Hugh Thomson

Living with the Xingu in deepest Amazonia

The Brazilian journalist Eliane Brum moves from São Paulo to ‘reforest’ herself in the Amazon, and slowly gains the trust of a wary, isolated tribal people

Eliane Brum in the Amazon. [Azul Serra] 
issue 11 March 2023

The Amazon is a notoriously difficult part of the world to write about – and I’ve tried. Travelling the river’s slow length, it can be hard to make sense of any changes beneath the forest canopy or to link its disparate communities.

The Brazilian writer Eliane Brum succeeds triumphantly. Acclaimed for her previous ‘despatches from Brazil’, appealingly titled The Collector of Leftover Souls, she moved from São Paulo, one of the largest cities of the Americas, to the isolated Xingu tributary to embed herself completely. Or, as she might put it, to lose herself.

When asked their age, tribal people just make up a number to be helpful – and then repeatedly change it

As a journalist, she is used to asking people their age. She finds that tribal people only give their real age if they have started to ‘deforest themselves’. Those who still have their ‘true spirit’ will just make up a number to be helpful, and vary it each time she asks, but have no proper concept of years passing.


YOUR ASSIGNMENT:
The result should be every line in the data below that carries the string "pizzas".

DATA FOR THE TASK:
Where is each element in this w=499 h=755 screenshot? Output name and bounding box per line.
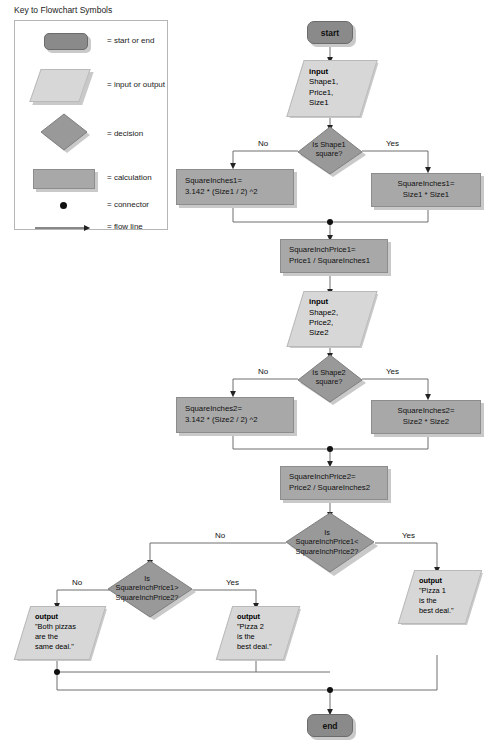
output-pizza2-line-2: is the <box>237 632 290 642</box>
input-2-header: input <box>309 297 367 307</box>
output-pizza2-header: output <box>237 612 290 622</box>
price2-line-1: SquareInchPrice2= <box>289 472 356 483</box>
price1-line-2: Price1 / SquareInches1 <box>289 256 370 267</box>
node-output-pizza2[interactable]: output "Pizza 2 is the best deal." <box>224 606 290 658</box>
node-calc-squareinchprice1[interactable]: SquareInchPrice1= Price1 / SquareInches1 <box>280 239 388 273</box>
dot-symbol <box>25 195 103 217</box>
legend-row-connector: = connector <box>15 195 167 217</box>
input-2-text: input Shape2, Price2, Size2 <box>295 291 367 345</box>
node-end[interactable]: end <box>307 714 353 737</box>
calc2-yes-line-1: SquareInches2= <box>397 406 454 417</box>
calc1-yes-line-2: Size1 * Size1 <box>403 190 449 201</box>
output-pizza2-text: output "Pizza 2 is the best deal." <box>224 606 290 658</box>
output-pizza2-line-3: best deal." <box>237 642 290 652</box>
decision3-line-1: Is <box>324 528 330 537</box>
rectangle-symbol <box>25 161 103 195</box>
output-same-line-3: same deal." <box>35 642 96 652</box>
output-same-header: output <box>35 612 96 622</box>
node-decision-shape2-square[interactable]: Is Shape2 square? <box>294 354 368 406</box>
decision4-line-1: Is <box>144 574 150 583</box>
decision-price-lt-text: Is SquareInchPrice1< SquareInchPrice2? <box>278 509 376 575</box>
legend-row-io: = input or output <box>15 63 167 107</box>
node-decision-shape1-square[interactable]: Is Shape1 square? <box>294 126 368 178</box>
legend-box: = start or end = input or output = decis… <box>14 20 168 230</box>
input-1-line-1: Shape1, <box>309 77 367 87</box>
node-calc-squareinches2-square[interactable]: SquareInches2= Size2 * Size2 <box>371 400 481 434</box>
output-pizza1-line-2: is the <box>419 596 472 606</box>
legend-row-terminator: = start or end <box>15 27 167 61</box>
decision3-line-3: SquareInchPrice2? <box>296 547 359 556</box>
node-calc-squareinches2-circle[interactable]: SquareInches2= 3.142 * (Size2 / 2) ^2 <box>176 397 294 433</box>
output-pizza1-line-3: best deal." <box>419 606 472 616</box>
calc2-yes-line-2: Size2 * Size2 <box>403 417 449 428</box>
node-calc-squareinches1-square[interactable]: SquareInches1= Size1 * Size1 <box>371 173 481 207</box>
price1-line-1: SquareInchPrice1= <box>289 245 356 256</box>
flowchart-canvas: Key to Flowchart Symbols = start or end … <box>0 0 499 755</box>
edge-label-d2-no: No <box>258 367 268 376</box>
node-input-1[interactable]: input Shape1, Price1, Size1 <box>295 60 367 115</box>
legend-label-decision: = decision <box>107 129 143 138</box>
node-calc-squareinches1-circle[interactable]: SquareInches1= 3.142 * (Size1 / 2) ^2 <box>176 169 294 205</box>
node-calc-squareinchprice2[interactable]: SquareInchPrice2= Price2 / SquareInches2 <box>280 466 388 500</box>
legend-label-calculation: = calculation <box>107 173 152 182</box>
output-pizza1-text: output "Pizza 1 is the best deal." <box>406 570 472 622</box>
legend-label-terminator: = start or end <box>107 36 154 45</box>
calc1-yes-line-1: SquareInches1= <box>397 179 454 190</box>
edge-label-d2-yes: Yes <box>386 367 399 376</box>
node-start[interactable]: start <box>307 21 353 44</box>
input-2-line-2: Price2, <box>309 318 367 328</box>
calc1-no-line-2: 3.142 * (Size1 / 2) ^2 <box>185 187 258 198</box>
node-output-pizza1[interactable]: output "Pizza 1 is the best deal." <box>406 570 472 622</box>
decision-shape1-line-2: square? <box>316 149 343 158</box>
calc1-no-line-1: SquareInches1= <box>185 176 242 187</box>
legend-row-flowline: = flow line <box>15 217 167 239</box>
legend-title: Key to Flowchart Symbols <box>14 5 112 15</box>
diamond-symbol <box>25 111 103 157</box>
decision-price-gt-text: Is SquareInchPrice1> SquareInchPrice2? <box>100 557 194 619</box>
node-input-2[interactable]: input Shape2, Price2, Size2 <box>295 291 367 345</box>
input-2-line-1: Shape2, <box>309 308 367 318</box>
edge-label-d1-yes: Yes <box>386 139 399 148</box>
decision-shape1-line-1: Is Shape1 <box>312 140 345 149</box>
calc2-no-line-1: SquareInches2= <box>185 404 242 415</box>
decision-shape1-text: Is Shape1 square? <box>292 123 366 175</box>
legend-row-decision: = decision <box>15 111 167 157</box>
output-same-line-2: are the <box>35 632 96 642</box>
output-pizza2-line-1: "Pizza 2 <box>237 622 290 632</box>
terminator-symbol <box>25 27 103 61</box>
parallelogram-symbol <box>25 63 103 107</box>
input-1-text: input Shape1, Price1, Size1 <box>295 60 367 115</box>
price2-line-2: Price2 / SquareInches2 <box>289 483 370 494</box>
edge-label-d3-no: No <box>215 531 225 540</box>
decision4-line-2: SquareInchPrice1> <box>115 583 178 592</box>
decision-shape2-line-1: Is Shape2 <box>312 368 345 377</box>
decision-shape2-line-2: square? <box>316 377 343 386</box>
edge-label-d4-no: No <box>72 578 82 587</box>
input-1-line-3: Size1 <box>309 98 367 108</box>
decision4-line-3: SquareInchPrice2? <box>116 593 179 602</box>
input-1-header: input <box>309 67 367 77</box>
node-decision-price1-gt-price2[interactable]: Is SquareInchPrice1> SquareInchPrice2? <box>104 560 198 622</box>
input-2-line-3: Size2 <box>309 328 367 338</box>
output-same-text: output "Both pizzas are the same deal." <box>22 606 96 658</box>
node-output-same-deal[interactable]: output "Both pizzas are the same deal." <box>22 606 96 658</box>
output-pizza1-line-1: "Pizza 1 <box>419 586 472 596</box>
legend-label-io: = input or output <box>107 80 165 89</box>
legend-label-connector: = connector <box>107 200 149 209</box>
edge-label-d3-yes: Yes <box>402 531 415 540</box>
decision3-line-2: SquareInchPrice1< <box>295 537 358 546</box>
output-pizza1-header: output <box>419 576 472 586</box>
edge-label-d4-yes: Yes <box>226 578 239 587</box>
legend-row-calculation: = calculation <box>15 161 167 195</box>
calc2-no-line-2: 3.142 * (Size2 / 2) ^2 <box>185 415 258 426</box>
edge-label-d1-no: No <box>258 139 268 148</box>
input-1-line-2: Price1, <box>309 88 367 98</box>
legend-label-flowline: = flow line <box>107 222 143 231</box>
node-decision-price1-lt-price2[interactable]: Is SquareInchPrice1< SquareInchPrice2? <box>282 512 380 578</box>
decision-shape2-text: Is Shape2 square? <box>292 351 366 403</box>
arrow-symbol <box>25 217 103 239</box>
output-same-line-1: "Both pizzas <box>35 622 96 632</box>
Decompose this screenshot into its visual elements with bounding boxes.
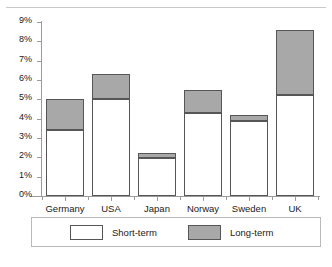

THE COMPLETED TASK:
output-same-text: output "Both pizzas are the same deal." <box>22 606 96 658</box>
node-output-same-deal[interactable]: output "Both pizzas are the same deal." <box>22 606 96 658</box>
output-same-line-1: "Both pizzas <box>35 622 96 632</box>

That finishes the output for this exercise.